Cloudflare revealed that it was the subject of a probable attack by an unidentified nation, in which cybercriminals exploited stolen credentials to gain unauthorized access to the Atlassian server and, to cut a long story short, they managed to access extensive documentation and even the service's source code (although it was not taken All)making it essentially (at least in part) open source to someone unknown.
Probably when you have tried to access some site, you will have I've certainly noticed the name of this company in some cases, well it's important since Cloudflare manages many of the infrastructures that are behind many of the most popular sites on the internet.
Cloudflare's claims about the breach on their systems
The intrusion, which occurred between November 14 and 24, 2023 and was detected on November 23, was carried out “with the goal of gaining persistent and widespread access to Cloudflare's global network“, has declared the web infrastructure company, describing the actor as “sophisticated” and operating “in a thoughtful and methodical manner.”

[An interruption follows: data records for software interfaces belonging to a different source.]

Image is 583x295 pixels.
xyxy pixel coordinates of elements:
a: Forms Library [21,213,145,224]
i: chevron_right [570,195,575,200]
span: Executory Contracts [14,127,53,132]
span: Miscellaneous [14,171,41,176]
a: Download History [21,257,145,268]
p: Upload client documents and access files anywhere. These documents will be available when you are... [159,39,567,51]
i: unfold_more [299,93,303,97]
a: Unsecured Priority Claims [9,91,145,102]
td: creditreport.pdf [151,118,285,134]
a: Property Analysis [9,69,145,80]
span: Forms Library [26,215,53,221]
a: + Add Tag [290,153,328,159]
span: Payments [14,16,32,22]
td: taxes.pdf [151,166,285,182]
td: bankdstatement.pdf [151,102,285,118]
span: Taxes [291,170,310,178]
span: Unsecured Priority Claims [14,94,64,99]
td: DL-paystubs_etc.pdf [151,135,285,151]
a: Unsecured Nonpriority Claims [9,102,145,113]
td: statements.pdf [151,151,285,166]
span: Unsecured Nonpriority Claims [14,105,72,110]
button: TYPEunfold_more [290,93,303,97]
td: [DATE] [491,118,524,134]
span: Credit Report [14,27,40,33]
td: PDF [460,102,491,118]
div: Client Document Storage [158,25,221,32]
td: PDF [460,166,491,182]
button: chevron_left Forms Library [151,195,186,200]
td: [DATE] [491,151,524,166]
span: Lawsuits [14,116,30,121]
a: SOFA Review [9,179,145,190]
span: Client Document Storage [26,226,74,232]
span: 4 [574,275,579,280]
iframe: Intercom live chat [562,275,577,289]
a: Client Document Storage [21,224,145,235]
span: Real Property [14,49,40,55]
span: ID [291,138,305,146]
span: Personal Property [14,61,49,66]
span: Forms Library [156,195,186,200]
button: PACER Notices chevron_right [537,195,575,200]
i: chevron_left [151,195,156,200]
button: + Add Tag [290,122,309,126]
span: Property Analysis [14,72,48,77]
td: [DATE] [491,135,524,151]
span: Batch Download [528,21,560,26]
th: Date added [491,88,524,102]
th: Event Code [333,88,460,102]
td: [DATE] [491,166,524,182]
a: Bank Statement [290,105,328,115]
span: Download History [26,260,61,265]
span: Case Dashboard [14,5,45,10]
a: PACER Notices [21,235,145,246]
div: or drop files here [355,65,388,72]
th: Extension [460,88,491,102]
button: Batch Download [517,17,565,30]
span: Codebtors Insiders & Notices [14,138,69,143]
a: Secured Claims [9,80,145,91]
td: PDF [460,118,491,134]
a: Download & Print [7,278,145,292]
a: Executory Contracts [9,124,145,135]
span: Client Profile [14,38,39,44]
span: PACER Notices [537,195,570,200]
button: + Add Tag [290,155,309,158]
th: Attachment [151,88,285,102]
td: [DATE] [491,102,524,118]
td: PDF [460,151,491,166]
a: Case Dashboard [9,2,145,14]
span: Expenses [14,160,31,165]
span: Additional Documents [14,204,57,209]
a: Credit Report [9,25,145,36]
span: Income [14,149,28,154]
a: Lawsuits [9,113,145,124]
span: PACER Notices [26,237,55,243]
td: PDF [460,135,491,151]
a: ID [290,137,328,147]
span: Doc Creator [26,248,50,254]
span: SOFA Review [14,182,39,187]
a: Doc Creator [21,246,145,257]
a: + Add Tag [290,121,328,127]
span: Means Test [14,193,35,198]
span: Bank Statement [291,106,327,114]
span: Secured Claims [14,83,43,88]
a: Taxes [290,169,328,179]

As a precautionary measure, the company said it has moved over 5,000 manufacturing credentials and has physically isolated testing and staging systems, performed forensic triage on 4,893 systems, reset and rebooted every machine across its entire global network.
The incident involved a four-day reconnaissance period to access the Atlassian Confluence and Jira portalswhereupon the unknown attacker (or attackers) created a user account on the Atlassian platform and then established persistent access to the Atlassian server to ultimately gain access to the Bitbucket source code management system via the adversarial simulation framework Sliver.

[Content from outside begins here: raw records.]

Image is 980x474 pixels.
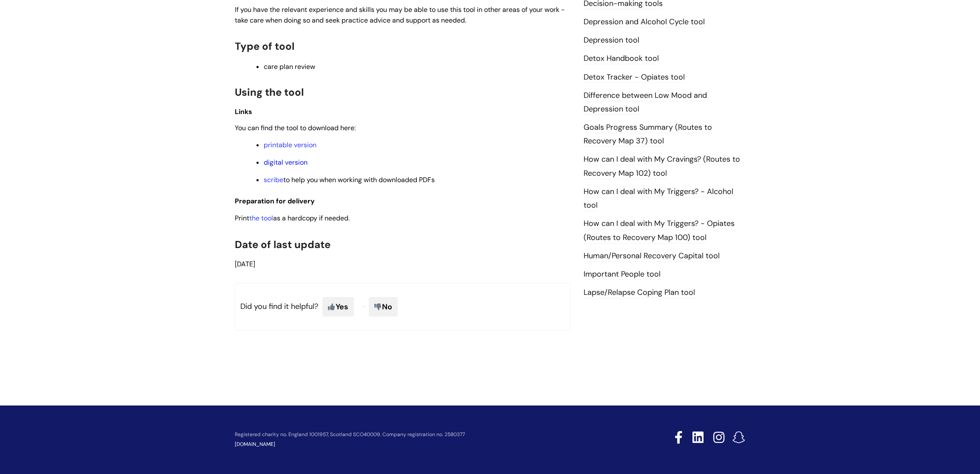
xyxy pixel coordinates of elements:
[584,287,695,298] a: Lapse/Relapse Coping Plan tool
[264,158,307,167] a: digital version
[584,35,639,46] a: Depression tool
[235,196,315,206] span: Preparation for delivery
[584,218,735,243] a: How can I deal with My Triggers? - Opiates (Routes to Recovery Map 100) tool
[235,238,331,251] span: Date of last update
[235,40,294,53] span: Type of tool
[264,62,315,71] span: care plan review
[584,17,705,27] a: Depression and Alcohol Cycle tool
[235,123,356,132] span: You can find the tool to download here:
[584,53,659,64] a: Detox Handbook tool
[584,154,740,179] a: How can I deal with My Cravings? (Routes to Recovery Map 102) tool
[235,107,253,116] span: Links
[323,297,354,317] span: Yes
[584,269,661,280] a: Important People tool
[584,122,712,146] a: Goals Progress Summary (Routes to Recovery Map 37) tool
[264,141,317,149] a: printable version
[584,90,707,115] a: Difference between Low Mood and Depression tool
[264,175,435,184] span: to help you when working with downloaded PDFs
[264,175,284,184] a: scribe
[235,260,255,268] span: [DATE]
[235,214,350,222] span: Print as a hardcopy if needed.
[369,297,398,317] span: No
[584,72,685,83] a: Detox Tracker - Opiates tool
[235,441,275,447] a: [DOMAIN_NAME]
[235,431,614,437] p: Registered charity no. England 1001957, Scotland SCO40009. Company registration no. 2580377
[584,186,733,211] a: How can I deal with My Triggers? - Alcohol tool
[235,5,565,25] span: If you have the relevant experience and skills you may be able to use this tool in other areas of...
[235,86,304,99] span: Using the tool
[235,283,571,330] p: Did you find it helpful?
[250,214,274,222] a: the tool
[584,250,720,262] a: Human/Personal Recovery Capital tool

What is known about this attack after the fake account was created is that Up to 120 code repositories were viewed, of which 76 were estimated to have been exfiltrated by the attacker.
“76% of the code repositories were almost entirely related to operating backups, configuring and managing the global networkhow identity works in Cloudflare, remote access, and our use of Terraform and Kubernetes“, said the same Cloudflare company, adding that “A small number of repositories contained encrypted secrets that were rotated immediately, even though they were already heavily encrypted.”
It is thought that the cybercriminal in question then unsuccessfully attempted to “access a console server that had access to the data center that Cloudflare had not yet put into production in São Paulo, Brazil“.
The attack was carried out using an access token and three associated service account credentials Amazon Web Services (AWS), Atlassian Bitbucket, Moveworks, and Smartsheet, stolen following the October 2023 hack of Okta's support case management system; Cloudflare acknowledged that it had not “moved” these credentials, mistakenly assuming they were not in use.
The company also stated that it has taken precise measures to interrupt all malicious connections originating from the cybercriminal (or cyber criminals) on November 24, 2023 and also brought in cybersecurity firm CrowdStrike to perform an independent assessment of the incident.
“The only production system that the threat actor could access using the stolen credentials was our Atlassian environment. Analyzing the wiki pages they accessed, bug database issues, and source code repositories, it appears they were looking for information about the architecture, security, and management of our global network“Cloudflare said.